Today, Moscow is re-fighting the Livonian wars of Ivan the Terrible, the expansionist campaigns of Peter I in the Baltics, and conquests of Ukraine and Poland by Catherine the Great. The USSR under Stalin topped off the czarist expansion by grabbing Western Ukraine and the Baltics in a deal with Hitler in 1939 and creating an empire in Central Europe after 1945.
These conquests made Russia a near-hegemon in Europe. Today, wielding the energy weapon and building a Russlandversteher (Russia-hugger) lobby by appointing retired German Chancellors (Gerhard Schröder) and French Prime Ministers (Francois Fillon) on corporate boards, Russia thinks it has the leverage for another triumph.
There is a fundamental difference, however, between the Russia of today and its imperial ancestors. During the 1945 Yalta conference, which recognized the Soviet empire in Eastern Europe, Stalin was the ally of the U.S. and U.K. He had sacrificed 26.6 million people, or 15.5 percent of the Soviet population, to fight Hitler — and his armies already occupied most of the territory he later claimed. The West had no resources to start another major war.
Modern Russia, on the other hand, wants to renegotiate the outcome of the Cold War — by blackmail and the use of force if necessary. Putin’s Munich 2007 speech, the wars in Georgia, Ukraine and Syria are all about this: regaining the empire and great power status.
While the Geneva negotiations are necessary and agreements on arms control and limitations of deployment may be needed, the integrity of the NATO alliance is not negotiable. NATO is a defensive alliance which will not preemptively attack a nuclear power like Russia. It has a combined GDP of $40 trillion and population of 943 million versus Russia’s $1.5 trillion and 146 million, respectively.

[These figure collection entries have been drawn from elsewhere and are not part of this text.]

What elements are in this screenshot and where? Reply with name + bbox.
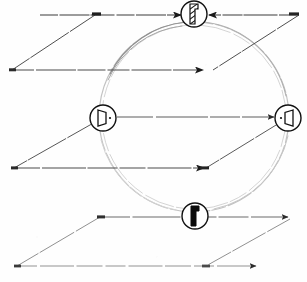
bottom-plane-corner-nw [97,215,105,218]
diagram-canvas: Three stacked parallelogram planes inter… [0,0,307,282]
middle-plane-corner-se [200,166,209,169]
top-plane [9,12,299,71]
top-plane-left-edge [12,15,95,70]
bottom-plane [14,215,290,267]
top-plane-corner-ne [289,12,299,15]
top-plane-corner-sw [9,68,16,71]
marker-bottom[interactable] [182,203,208,229]
bottom-plane-corner-sw [14,265,21,268]
top-plane-right-edge [213,15,299,70]
marker-top[interactable] [181,1,207,32]
bottom-plane-right-edge [206,219,290,266]
marker-right[interactable] [275,105,301,131]
middle-plane-left-edge [14,121,97,168]
bottom-plane-corner-se [202,265,210,268]
marker-left[interactable] [90,105,116,131]
diagram-svg [0,0,307,282]
middle-plane-right-edge [206,122,281,168]
middle-plane [11,117,281,169]
middle-plane-corner-sw [11,166,18,169]
top-plane-corner-nw [92,12,101,15]
bottom-plane-left-edge [17,217,100,266]
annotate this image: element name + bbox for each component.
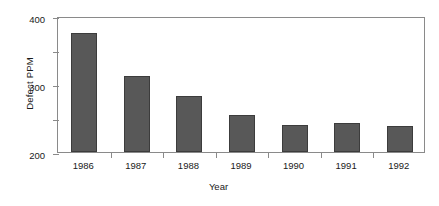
x-axis-tick: [111, 152, 112, 158]
bar-chart: Defect PPM 0100200300400 198619871988198…: [0, 0, 439, 206]
x-axis-tick: [268, 152, 269, 158]
x-axis-tick-label: 1989: [215, 160, 268, 171]
bar-cell: [268, 18, 321, 152]
bar[interactable]: [282, 125, 308, 152]
bar-cell: [58, 18, 111, 152]
bar-cell: [111, 18, 164, 152]
bar[interactable]: [71, 33, 97, 152]
x-axis-tick: [216, 152, 217, 158]
y-axis-tick: 0: [53, 154, 59, 155]
x-axis-tick: [163, 152, 164, 158]
bar[interactable]: [229, 115, 255, 152]
x-axis-tick-label: 1990: [267, 160, 320, 171]
bar-series: [58, 18, 424, 152]
x-axis-tick-label: 1991: [320, 160, 373, 171]
bar-cell: [321, 18, 374, 152]
y-axis-tick-label: 300: [29, 81, 45, 92]
plot-area: 0100200300400: [57, 17, 425, 153]
bar[interactable]: [176, 96, 202, 152]
bar[interactable]: [334, 123, 360, 152]
bar-cell: [216, 18, 269, 152]
bar[interactable]: [387, 126, 413, 152]
bar-cell: [163, 18, 216, 152]
x-axis-tick-label: 1987: [110, 160, 163, 171]
x-axis-tick-label: 1992: [372, 160, 425, 171]
bar-cell: [373, 18, 426, 152]
x-axis-title: Year: [0, 181, 439, 192]
y-axis-tick-label: 200: [29, 149, 45, 160]
bar[interactable]: [124, 76, 150, 153]
y-axis-tick-label: 400: [29, 13, 45, 24]
x-axis-tick: [321, 152, 322, 158]
x-axis-title-text: Year: [209, 181, 228, 192]
x-axis-tick-label: 1988: [162, 160, 215, 171]
x-axis-tick-label: 1986: [57, 160, 110, 171]
x-axis-tick: [373, 152, 374, 158]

Europe consumes the lion’s share of Russian oil and gas, and the West supplies the bulk of investment and technology for Russian economic development. The chances are high — 25 percent or more, I’d say — that Putin may invade Ukraine. However, it is much easier to start a war than to end it. Many Russian rulers — from Ivan the Terrible to Nicholas II to Gorbachev — learned this bitter lesson too late. The result was the “Time of Troubles” or imperial collapse.
One hopes that cooler heads will prevail, but we are facing a clear and present danger in Europe. The U.S. and the West need to prepare for choppy waters and a rocky ride ahead.
Ariel Cohen, Ph.D., is a non-resident Senior Fellow at the Atlantic Council, and director of the Energy, Growth and Security Program at the International Tax and Investment Center. He is the author of “Russian Imperialism: Development and Crisis.”